Sheela-na-gig (present location), Cloonlara, Co. Clare
Co. Clare |
Ecclesiastical Sites
Worked into the stonework of a canal bridge in County Clare is one of the more unusual repositioned carvings in Ireland: a sheela-na-gig, the medieval stone figure type depicting a female form with exaggerated genitalia, whose apotropaic or fertility-related function continues to be debated by scholars.
What makes this particular example quietly unsettling is not just its subject matter, but the evidence of deliberate damage. Below the waist, the stone shows clear signs of hammering; the legs and genital area are only barely traceable now, the original carving reduced to near-ghost marks in the rock. Above the damage, a bony head with a grim face survives, along with flexed arms, both hands still reaching downward in the characteristic sheela pose. The figure was set into a rectangular slab and given a framing border, a patent reveal, when it was inserted into the bridge parapet, suggesting it was treated with at least some care at the time of its relocation, even if the mutilation had already been carried out.
Local tradition holds that the stone originally came from Newtown Castle, and that the defacement was carried out by a landowner approximately three generations before the early twentieth century, placing the damage somewhere in the Victorian period. The scholar Guest recorded the figure in 1936, and Andersen catalogued it in 1977, by which point it had been sitting in the bridge parapet for long enough that its canal-side setting had come to seem entirely ordinary. The bridge spans the Limerick to Killaloe Navigation Canal at Cloonlara, a waterway built to bypass the tidal and rocky stretches of the River Shannon in this area. That a carved medieval figure from a castle ended up mortared into an industrial-era navigation canal structure is the kind of quiet accident of Irish history that rarely gets a plaque.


Problem to work on: Word for word, restate the entries below and exclude every image.

[Dataset listings of figures]
━━━━━━━━━━

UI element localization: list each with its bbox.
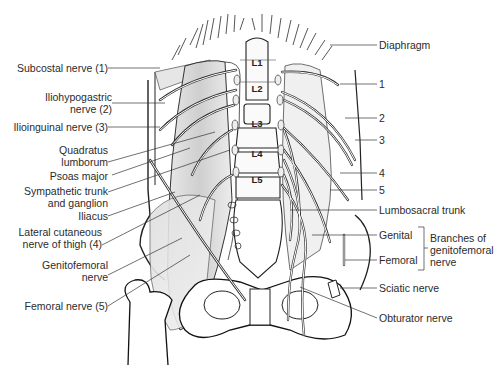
label-branches-genitofemoral-line1: Branches of — [430, 232, 486, 244]
label-ilioinguinal-nerve: Ilioinguinal nerve (3) — [13, 121, 108, 133]
label-genitofemoral-nerve-line1: Genitofemoral — [42, 259, 108, 271]
label-diaphragm: Diaphragm — [379, 39, 430, 51]
label-genitofemoral-nerve-line2: nerve — [82, 271, 108, 283]
label-number-2: 2 — [379, 112, 385, 124]
vertebra-label: L1 — [251, 57, 263, 68]
label-iliacus: Iliacus — [78, 210, 108, 222]
vertebra-label: L5 — [251, 174, 263, 185]
anatomy-figure: L1 L2 L3 L4 L5 — [0, 0, 504, 383]
label-quadratus-lumborum-line2: lumborum — [61, 156, 108, 168]
vertebra-label: L4 — [251, 148, 263, 159]
label-lateral-cutaneous-nerve-line1: Lateral cutaneous — [19, 226, 102, 238]
label-number-4: 4 — [379, 167, 385, 179]
label-branches-genitofemoral-line3: nerve — [430, 256, 456, 268]
label-quadratus-lumborum-line1: Quadratus — [59, 144, 108, 156]
label-number-3: 3 — [379, 134, 385, 146]
label-number-1: 1 — [379, 78, 385, 90]
label-sympathetic-trunk-line1: Sympathetic trunk — [24, 185, 108, 197]
label-iliohypogastric-nerve-line1: Iliohypogastric — [45, 91, 112, 103]
label-number-5: 5 — [379, 184, 385, 196]
label-genital-branch: Genital — [379, 229, 412, 241]
vertebra-label: L2 — [251, 83, 262, 94]
vertebra-label: L3 — [251, 118, 262, 129]
label-lumbosacral-trunk: Lumbosacral trunk — [379, 204, 465, 216]
label-sympathetic-trunk-line2: and ganglion — [48, 197, 108, 209]
label-lateral-cutaneous-nerve-line2: nerve of thigh (4) — [23, 238, 102, 250]
label-femoral-branch: Femoral — [379, 254, 418, 266]
label-psoas-major: Psoas major — [50, 170, 108, 182]
label-obturator-nerve: Obturator nerve — [379, 312, 453, 324]
label-subcostal-nerve: Subcostal nerve (1) — [17, 62, 108, 74]
label-branches-genitofemoral-line2: genitofemoral — [430, 244, 494, 256]
label-femoral-nerve: Femoral nerve (5) — [25, 300, 108, 312]
label-iliohypogastric-nerve-line2: nerve (2) — [70, 103, 112, 115]
label-sciatic-nerve: Sciatic nerve — [379, 282, 439, 294]
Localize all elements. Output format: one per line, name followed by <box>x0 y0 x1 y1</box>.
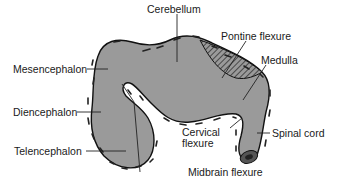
label-cervical-flexure-line2: flexure <box>182 138 214 149</box>
label-mesencephalon: Mesencephalon <box>13 64 87 75</box>
label-medulla: Medulla <box>261 55 298 66</box>
label-spinal-cord: Spinal cord <box>272 128 325 139</box>
label-pontine-flexure: Pontine flexure <box>221 31 291 42</box>
brain-shape <box>0 0 342 187</box>
label-midbrain-flexure: Midbrain flexure <box>188 167 263 178</box>
brain-flexure-diagram: Cerebellum Pontine flexure Medulla Mesen… <box>0 0 342 187</box>
label-cerebellum: Cerebellum <box>147 4 201 15</box>
neural-tube-body <box>91 36 269 168</box>
label-telencephalon: Telencephalon <box>14 146 82 157</box>
label-diencephalon: Diencephalon <box>13 107 77 118</box>
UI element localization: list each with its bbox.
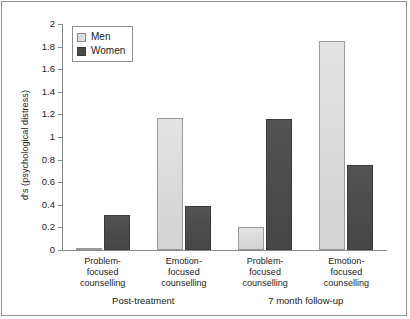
category-label-1: Emotion-focusedcounselling bbox=[143, 256, 224, 289]
y-tick-mark bbox=[58, 47, 62, 48]
category-label-line: focused bbox=[62, 267, 143, 278]
y-axis-title: d's (psychological distress) bbox=[20, 35, 30, 255]
y-tick-label: 0.2 bbox=[42, 223, 55, 233]
bar-chart-figure: d's (psychological distress) 00.20.40.60… bbox=[0, 0, 410, 319]
y-tick-label: 1.8 bbox=[42, 42, 55, 52]
y-tick-mark bbox=[58, 160, 62, 161]
bar-women-2 bbox=[266, 119, 292, 250]
x-axis-line bbox=[62, 250, 387, 251]
category-label-line: counselling bbox=[225, 278, 306, 289]
panel-label-1: 7 month follow-up bbox=[225, 296, 388, 306]
y-tick-label: 1.2 bbox=[42, 110, 55, 120]
category-label-line: Emotion- bbox=[143, 256, 224, 267]
legend-item-men: Men bbox=[77, 30, 125, 44]
category-label-line: counselling bbox=[62, 278, 143, 289]
y-tick-mark bbox=[58, 205, 62, 206]
legend-swatch-women bbox=[77, 47, 86, 56]
y-tick-label: 0.6 bbox=[42, 177, 55, 187]
y-tick-mark bbox=[58, 227, 62, 228]
y-tick-label: 0.8 bbox=[42, 155, 55, 165]
category-label-line: focused bbox=[306, 267, 387, 278]
y-tick-label: 0 bbox=[50, 245, 55, 255]
bar-women-0 bbox=[104, 215, 130, 250]
bar-men-1 bbox=[157, 118, 183, 250]
y-tick-label: 1.6 bbox=[42, 64, 55, 74]
category-label-2: Problem-focusedcounselling bbox=[225, 256, 306, 289]
category-label-3: Emotion-focusedcounselling bbox=[306, 256, 387, 289]
bar-men-3 bbox=[319, 41, 345, 250]
category-label-line: counselling bbox=[306, 278, 387, 289]
y-tick-mark bbox=[58, 69, 62, 70]
legend-label: Men bbox=[91, 32, 110, 42]
y-tick-mark bbox=[58, 24, 62, 25]
category-label-line: Emotion- bbox=[306, 256, 387, 267]
bar-men-2 bbox=[238, 227, 264, 250]
category-label-line: focused bbox=[225, 267, 306, 278]
y-tick-mark bbox=[58, 92, 62, 93]
legend-label: Women bbox=[91, 46, 125, 56]
panel-label-0: Post-treatment bbox=[62, 296, 225, 306]
legend-swatch-men bbox=[77, 33, 86, 42]
y-tick-label: 1 bbox=[50, 132, 55, 142]
category-label-line: Problem- bbox=[62, 256, 143, 267]
category-label-line: focused bbox=[143, 267, 224, 278]
y-tick-mark bbox=[58, 250, 62, 251]
bar-group bbox=[319, 24, 373, 250]
bar-women-1 bbox=[185, 206, 211, 250]
category-label-line: Problem- bbox=[225, 256, 306, 267]
legend-item-women: Women bbox=[77, 44, 125, 58]
bar-group bbox=[238, 24, 292, 250]
y-axis-line bbox=[62, 24, 63, 250]
chart-legend: MenWomen bbox=[72, 26, 133, 62]
y-tick-label: 0.4 bbox=[42, 200, 55, 210]
y-tick-mark bbox=[58, 114, 62, 115]
bar-group bbox=[157, 24, 211, 250]
bar-men-0 bbox=[76, 248, 102, 250]
y-tick-mark bbox=[58, 182, 62, 183]
y-tick-mark bbox=[58, 137, 62, 138]
bar-women-3 bbox=[347, 165, 373, 250]
y-tick-label: 1.4 bbox=[42, 87, 55, 97]
category-label-line: counselling bbox=[143, 278, 224, 289]
category-label-0: Problem-focusedcounselling bbox=[62, 256, 143, 289]
y-tick-label: 2 bbox=[50, 19, 55, 29]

━━━━━━━━━━

The completed task:
UI element localization: list each with its bbox.
label-branches-genitofemoral-line1: Branches of — [430, 232, 486, 244]
label-ilioinguinal-nerve: Ilioinguinal nerve (3) — [13, 121, 108, 133]
label-genitofemoral-nerve-line1: Genitofemoral — [42, 259, 108, 271]
label-diaphragm: Diaphragm — [379, 39, 430, 51]
label-genitofemoral-nerve-line2: nerve — [82, 271, 108, 283]
label-number-2: 2 — [379, 112, 385, 124]
vertebra-label: L1 — [251, 57, 263, 68]
label-iliacus: Iliacus — [78, 210, 108, 222]
vertebra-label: L5 — [251, 174, 263, 185]
anatomy-figure: L1 L2 L3 L4 L5 — [0, 0, 504, 383]
label-quadratus-lumborum-line2: lumborum — [61, 156, 108, 168]
vertebra-label: L4 — [251, 148, 263, 159]
label-lateral-cutaneous-nerve-line1: Lateral cutaneous — [19, 226, 102, 238]
label-number-4: 4 — [379, 167, 385, 179]
label-branches-genitofemoral-line3: nerve — [430, 256, 456, 268]
label-quadratus-lumborum-line1: Quadratus — [59, 144, 108, 156]
label-number-3: 3 — [379, 134, 385, 146]
label-number-1: 1 — [379, 78, 385, 90]
label-sympathetic-trunk-line1: Sympathetic trunk — [24, 185, 108, 197]
label-iliohypogastric-nerve-line1: Iliohypogastric — [45, 91, 112, 103]
label-number-5: 5 — [379, 184, 385, 196]
label-genital-branch: Genital — [379, 229, 412, 241]
vertebra-label: L2 — [251, 83, 262, 94]
vertebra-label: L3 — [251, 118, 262, 129]
label-lumbosacral-trunk: Lumbosacral trunk — [379, 204, 465, 216]
label-sympathetic-trunk-line2: and ganglion — [48, 197, 108, 209]
label-lateral-cutaneous-nerve-line2: nerve of thigh (4) — [23, 238, 102, 250]
label-femoral-branch: Femoral — [379, 254, 418, 266]
label-psoas-major: Psoas major — [50, 170, 108, 182]
label-obturator-nerve: Obturator nerve — [379, 312, 453, 324]
label-subcostal-nerve: Subcostal nerve (1) — [17, 62, 108, 74]
label-branches-genitofemoral-line2: genitofemoral — [430, 244, 494, 256]
label-femoral-nerve: Femoral nerve (5) — [25, 300, 108, 312]
label-iliohypogastric-nerve-line2: nerve (2) — [70, 103, 112, 115]
label-sciatic-nerve: Sciatic nerve — [379, 282, 439, 294]
Localize all elements. Output format: one per line, name followed by <box>x0 y0 x1 y1</box>.
label-cervical-flexure-line2: flexure <box>182 138 214 149</box>
label-mesencephalon: Mesencephalon <box>13 64 87 75</box>
label-medulla: Medulla <box>261 55 298 66</box>
label-spinal-cord: Spinal cord <box>272 128 325 139</box>
label-pontine-flexure: Pontine flexure <box>221 31 291 42</box>
brain-shape <box>0 0 342 187</box>
label-midbrain-flexure: Midbrain flexure <box>188 167 263 178</box>
brain-flexure-diagram: Cerebellum Pontine flexure Medulla Mesen… <box>0 0 342 187</box>
label-cerebellum: Cerebellum <box>147 4 201 15</box>
neural-tube-body <box>91 36 269 168</box>
label-telencephalon: Telencephalon <box>14 146 82 157</box>
label-diencephalon: Diencephalon <box>13 107 77 118</box>
UI element localization: list each with its bbox.
category-label-1: Emotion-focusedcounselling bbox=[143, 256, 224, 289]
y-tick-mark bbox=[58, 47, 62, 48]
category-label-line: focused bbox=[62, 267, 143, 278]
y-axis-title: d's (psychological distress) bbox=[20, 35, 30, 255]
y-tick-label: 0.2 bbox=[42, 223, 55, 233]
bar-chart-figure: d's (psychological distress) 00.20.40.60… bbox=[0, 0, 410, 319]
y-tick-label: 1.8 bbox=[42, 42, 55, 52]
y-tick-mark bbox=[58, 160, 62, 161]
bar-women-2 bbox=[266, 119, 292, 250]
x-axis-line bbox=[62, 250, 387, 251]
category-label-line: counselling bbox=[225, 278, 306, 289]
panel-label-1: 7 month follow-up bbox=[225, 296, 388, 306]
y-tick-label: 1.2 bbox=[42, 110, 55, 120]
category-label-line: Emotion- bbox=[143, 256, 224, 267]
legend-item-men: Men bbox=[77, 30, 125, 44]
category-label-line: counselling bbox=[62, 278, 143, 289]
y-tick-mark bbox=[58, 205, 62, 206]
legend-swatch-women bbox=[77, 47, 86, 56]
y-tick-label: 0.6 bbox=[42, 177, 55, 187]
y-tick-mark bbox=[58, 227, 62, 228]
y-tick-label: 0.8 bbox=[42, 155, 55, 165]
category-label-line: focused bbox=[306, 267, 387, 278]
y-tick-label: 0 bbox=[50, 245, 55, 255]
bar-women-0 bbox=[104, 215, 130, 250]
bar-men-1 bbox=[157, 118, 183, 250]
y-tick-label: 1.6 bbox=[42, 64, 55, 74]
category-label-2: Problem-focusedcounselling bbox=[225, 256, 306, 289]
category-label-3: Emotion-focusedcounselling bbox=[306, 256, 387, 289]
bar-men-3 bbox=[319, 41, 345, 250]
category-label-line: counselling bbox=[306, 278, 387, 289]
y-tick-mark bbox=[58, 69, 62, 70]
legend-label: Men bbox=[91, 32, 110, 42]
y-tick-mark bbox=[58, 24, 62, 25]
category-label-line: Emotion- bbox=[306, 256, 387, 267]
bar-men-2 bbox=[238, 227, 264, 250]
category-label-line: focused bbox=[225, 267, 306, 278]
y-tick-mark bbox=[58, 92, 62, 93]
legend-label: Women bbox=[91, 46, 125, 56]
panel-label-0: Post-treatment bbox=[62, 296, 225, 306]
legend-swatch-men bbox=[77, 33, 86, 42]
y-tick-label: 1 bbox=[50, 132, 55, 142]
category-label-line: Problem- bbox=[62, 256, 143, 267]
category-label-line: focused bbox=[143, 267, 224, 278]
y-tick-mark bbox=[58, 250, 62, 251]
bar-group bbox=[319, 24, 373, 250]
bar-women-1 bbox=[185, 206, 211, 250]
category-label-line: Problem- bbox=[225, 256, 306, 267]
legend-item-women: Women bbox=[77, 44, 125, 58]
bar-group bbox=[238, 24, 292, 250]
y-axis-line bbox=[62, 24, 63, 250]
chart-legend: MenWomen bbox=[72, 26, 133, 62]
y-tick-label: 0.4 bbox=[42, 200, 55, 210]
y-tick-mark bbox=[58, 114, 62, 115]
bar-group bbox=[157, 24, 211, 250]
bar-men-0 bbox=[76, 248, 102, 250]
y-tick-mark bbox=[58, 182, 62, 183]
y-tick-mark bbox=[58, 137, 62, 138]
bar-women-3 bbox=[347, 165, 373, 250]
y-tick-label: 1.4 bbox=[42, 87, 55, 97]
category-label-line: counselling bbox=[143, 278, 224, 289]
category-label-0: Problem-focusedcounselling bbox=[62, 256, 143, 289]
y-tick-label: 2 bbox=[50, 19, 55, 29]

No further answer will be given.